I teach from this edition

I first read this edition in a summer workshop for AP teachers at Carnegie Mellon in 1987. It worked for me then, and works for me now. I have used it the last 2 years in a public school International Baccalaureate course. Corngold's introduction, extensive endnotes, letters by Kafka and others, and selections from criticism are a great resource in helping students understand not only the various meanings one can derive from the novel itself, but also in helping them having in one place different ways of approaching a novel; that is, from various critical angles (biographical, psychlogical, historical, etc.), from viewing primary documents and, of course, head on. What a world Kafka creates. Who cares what it means, in the end. But this edition is helpful in giving kids their first solid clobber of explication. I also use Peter Kuper's comic novel (search for it here) to add one more perspective, though I have to say, Kuper's interpretation is easily my least favorite. A bit over the top on the grostesqueries, and not enough of Kafka's unspoken but powerful energy. I'm sure there are other critical editions which are fine too. Try them as well.

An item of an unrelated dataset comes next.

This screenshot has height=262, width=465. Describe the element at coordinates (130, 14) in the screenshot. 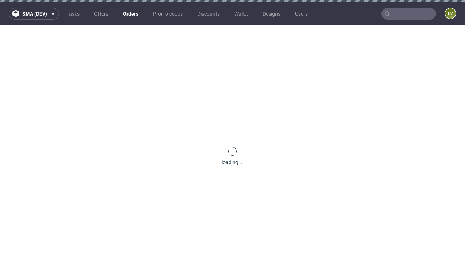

Las relaciones familia-hijo

A mi punto de vista, el personaje principal, era el que mantenia su casa en un trabajo en el cual lo explotaban todos, pero un dia,al sufrir un cambio y convertirse en un tipo de insecto, su familia y "amigos" lo empiezan a despreciar, por su apariencia y porque ya no era util para ellos...al grado de que lo evitan la mayor parte del tiempo, dicha aberracion que sienten sobre el llega tambien a que el sea insultado y golpeado.Creo que es una manera de ver, que no importa quien seas, si no pueden sacarte algun provecho, dejaran de apreciarte.

A brilliant nightmare

Kafka knew so well how to make us feel trapped, estranged and lonely like the characters in his stories. He struggled with anxiety and feelings of inferiority in his own life, and his writing expresses the passive realization that life is a dark and confusing nightmare where we in no way are masters of our destinies. A young travelling salesman, Gregor Samsa, wakes up one morning and realizes that he has been transformed into a giant bug. Having been the provider for his elderly parents and his adolescent sister, he is now forced to crawl around in his room all day, hiding his hideous self from the sister who brings him food, unable to communicate and barred from the world outside. It is a story about being dehumanized and alienated, of being useless and unwanted, of becoming a burden to oneself as well as to others. Kafka is such a phenomenal writer that the mere absurdity of the plot is completely overshadowed by the vivid and somehow realistic descriptions of the emotional and behavioral responses of Gregor and his family to the unreal situation. It is as if Kafka is telling us that this circumstance is no more strange or hopeless than the predicaments faced by the average family.